168澳洲幸运5开奖网:It Takes Two is a game about a toxic relationship that concludes with two very different people staying together for all the wrong reasons. They don’t decide to attend couples therapy before entertaining the idea of divorce or to approach things that aren't a blunt detriment to their young child. Instead, they bicker, bark, and tear one another apart to such an extent that I’m blown away they ever got together in the first place. Straight people, why are you like this?
To me, it’s a contrived narrative, and easily the weakest element of an otherwise fantastic platforming adventure. Josef Fares and Hazelight have never been masterful storytellers - both Brothers:ꦅ A Tale of Two Sons and A Way Out are rather clumsy in their tonal execution and dialogue, with many of their characters coming across as comically over-the-top during moments that are meant to be anything but. Solid performances aside, cutscenes throughout It Takes Two often feel like cringe worthy interludes that disrupt the brilliance of each new stage, with May and Cody’s hostility growing tiresome very, very quickly.
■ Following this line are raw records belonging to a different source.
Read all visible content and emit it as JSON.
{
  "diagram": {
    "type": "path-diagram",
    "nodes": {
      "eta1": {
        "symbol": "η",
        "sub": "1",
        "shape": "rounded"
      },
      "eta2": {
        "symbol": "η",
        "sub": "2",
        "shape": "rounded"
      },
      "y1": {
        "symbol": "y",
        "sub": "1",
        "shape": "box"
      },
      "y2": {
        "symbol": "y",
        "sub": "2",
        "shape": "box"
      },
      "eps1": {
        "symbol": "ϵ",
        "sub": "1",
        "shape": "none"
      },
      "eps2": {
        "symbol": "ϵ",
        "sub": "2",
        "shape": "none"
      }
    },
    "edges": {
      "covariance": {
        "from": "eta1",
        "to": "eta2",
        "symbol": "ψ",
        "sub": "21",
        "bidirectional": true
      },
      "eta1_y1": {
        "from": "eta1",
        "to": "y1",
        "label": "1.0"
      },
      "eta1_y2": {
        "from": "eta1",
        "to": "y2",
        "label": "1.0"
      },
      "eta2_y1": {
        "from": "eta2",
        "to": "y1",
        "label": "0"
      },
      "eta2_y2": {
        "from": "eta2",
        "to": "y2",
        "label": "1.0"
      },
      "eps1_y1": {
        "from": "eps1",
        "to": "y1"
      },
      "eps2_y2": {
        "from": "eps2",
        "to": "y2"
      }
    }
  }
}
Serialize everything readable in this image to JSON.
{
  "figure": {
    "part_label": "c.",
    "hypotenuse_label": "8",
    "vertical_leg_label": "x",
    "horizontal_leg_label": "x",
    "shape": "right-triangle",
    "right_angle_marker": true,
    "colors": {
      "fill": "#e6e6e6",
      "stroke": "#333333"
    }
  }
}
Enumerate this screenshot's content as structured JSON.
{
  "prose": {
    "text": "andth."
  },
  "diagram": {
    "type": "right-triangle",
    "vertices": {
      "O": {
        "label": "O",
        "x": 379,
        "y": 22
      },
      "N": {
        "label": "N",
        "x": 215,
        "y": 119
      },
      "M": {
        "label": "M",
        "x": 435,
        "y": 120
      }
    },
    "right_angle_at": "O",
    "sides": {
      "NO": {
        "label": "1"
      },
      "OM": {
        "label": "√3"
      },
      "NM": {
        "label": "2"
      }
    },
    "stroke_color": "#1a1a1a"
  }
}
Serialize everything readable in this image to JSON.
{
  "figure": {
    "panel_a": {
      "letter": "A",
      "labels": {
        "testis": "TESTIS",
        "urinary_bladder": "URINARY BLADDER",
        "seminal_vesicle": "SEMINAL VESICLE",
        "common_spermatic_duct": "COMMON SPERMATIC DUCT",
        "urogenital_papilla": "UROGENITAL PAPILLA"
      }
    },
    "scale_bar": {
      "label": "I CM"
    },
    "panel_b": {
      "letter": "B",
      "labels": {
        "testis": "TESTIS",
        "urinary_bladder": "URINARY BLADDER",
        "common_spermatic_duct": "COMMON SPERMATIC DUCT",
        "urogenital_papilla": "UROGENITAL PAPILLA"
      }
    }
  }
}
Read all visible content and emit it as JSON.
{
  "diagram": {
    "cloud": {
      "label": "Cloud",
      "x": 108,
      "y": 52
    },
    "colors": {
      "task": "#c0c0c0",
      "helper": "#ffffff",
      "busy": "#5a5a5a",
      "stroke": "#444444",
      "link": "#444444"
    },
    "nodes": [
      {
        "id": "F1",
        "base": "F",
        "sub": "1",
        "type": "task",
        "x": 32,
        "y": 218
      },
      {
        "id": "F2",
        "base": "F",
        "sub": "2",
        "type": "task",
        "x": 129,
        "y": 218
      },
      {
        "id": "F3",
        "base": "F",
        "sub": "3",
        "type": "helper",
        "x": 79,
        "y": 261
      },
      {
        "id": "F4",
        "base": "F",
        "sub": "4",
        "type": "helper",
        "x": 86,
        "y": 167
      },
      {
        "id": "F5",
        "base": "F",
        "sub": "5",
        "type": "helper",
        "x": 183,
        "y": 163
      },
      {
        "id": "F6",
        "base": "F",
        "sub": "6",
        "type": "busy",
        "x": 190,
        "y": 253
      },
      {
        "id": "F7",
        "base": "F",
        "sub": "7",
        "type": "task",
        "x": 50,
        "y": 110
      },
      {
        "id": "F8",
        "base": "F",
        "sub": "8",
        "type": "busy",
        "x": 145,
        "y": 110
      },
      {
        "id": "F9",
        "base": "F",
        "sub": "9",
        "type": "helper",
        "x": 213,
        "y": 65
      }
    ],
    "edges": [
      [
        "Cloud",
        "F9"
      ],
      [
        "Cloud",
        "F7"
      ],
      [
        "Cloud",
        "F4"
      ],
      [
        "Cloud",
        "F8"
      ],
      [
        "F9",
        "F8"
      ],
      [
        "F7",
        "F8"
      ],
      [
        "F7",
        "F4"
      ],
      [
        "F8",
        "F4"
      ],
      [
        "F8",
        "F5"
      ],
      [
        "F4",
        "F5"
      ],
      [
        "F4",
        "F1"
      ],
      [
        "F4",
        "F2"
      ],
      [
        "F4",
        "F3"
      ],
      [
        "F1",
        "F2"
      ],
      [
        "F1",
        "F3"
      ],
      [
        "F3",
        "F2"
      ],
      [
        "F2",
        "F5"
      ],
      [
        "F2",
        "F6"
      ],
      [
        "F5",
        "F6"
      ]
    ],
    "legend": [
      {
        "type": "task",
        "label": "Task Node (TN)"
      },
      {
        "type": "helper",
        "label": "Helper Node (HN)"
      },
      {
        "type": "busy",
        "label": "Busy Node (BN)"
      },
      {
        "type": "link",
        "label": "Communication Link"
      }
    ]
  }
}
Nobody loves It Takes Two for the story it has to tell, if anything it’s a relatively weak link that provides a foundation for this journey to take place. It could have been two friends, two loving partners, or even two strangers having to learn lessons and work together in unparalleled ways. Love stories are meant to be a mixture of affection and adversity, but It Takes Two begins with such blatant toxicity that a couple or close🍸 friends playing it will immediately turn against our two main characters and talk about how unreasonable they really are. It’s ridiculous, and simply wouldn’t work in any other medium.
A recent story from confirmed that Hazelight is working with dj2 entertainment to adapt It Takes Two for film and television, a move which misses the point of why it works so well in the first place. Despite each being visual mediums, they rely on worthwhile storytelling and an attachment to characters far more than video games do in order to maintain quality and immersion. If🃏 you gave me It Takes Two in the form of an animated film I would laugh in your face, perplexed by the irrational nature of its characters and a romantic tale that seeks to be deep and meaningful but is actually rather messed up when you stop for a second to think about it. Without the agency of a game to keep it grounded, Hazelight’s masterpiece risks morphing into some form of bootleg Toy Story. It’s mean, but it’s true.
It feels hostile to describe Josef Fares’ approach to storytelling as cringe, but there really is no descriptor more fitting. Everyone is depicted wit🐻h a level of excessive exuberance that p🃏revents anything from ever feeling grounded. A Way Out is the worst offender of this trend, a Shawshank Redemption-esque tale of revenge and friendship defined by performances so discordant that I wanted to switch the whole thing off several times over. But I played it with a friend, and we were free to make fun of its shortcomings and create absurd head canons for these larger than life characters that went far beyond the mediocre tale Hazelight had to tell.
Part of me believes that this criticism was taken onboard with It Takes Two, our main characters being turned into literal toys helping to alleviate the inherent quirkiness that follows the studio whenever it puts pen to paper. It sorta works, but it misunderstands romance and why such stories are so appealing, meaning that it all just leaves a bad taste in your mouth. Each na😼rrative revelation didn’t keep me gripped, it kept me checking my phone until I🔯 was given full control again.
Like A Way Out, I talked my way through the campaign as a friend and I tried to figure out puzzles and had a blast, all while catching up about our own personal lives. May and Cody suck, and would suffer even m🌳ore when thrown into a TV show or film aiming to replicate the same story. Playing this game with a loved one and watching a disastrous relationship somehow be pieced back together could be seen as the game’s core message, making us understand the value of whomever we happened to experience it with, but that feels a little too meta for my liking.
Games work because of the immersion and interactivity they offer, and all the mediocre adaptations we’ve seen over the years suffer because they fail to consider that. The few that manage to succeed try something different, using the source material 𓃲as inspiration instead of a platform to support itself on. It Takes Two will likely fall into the latter, so why bother?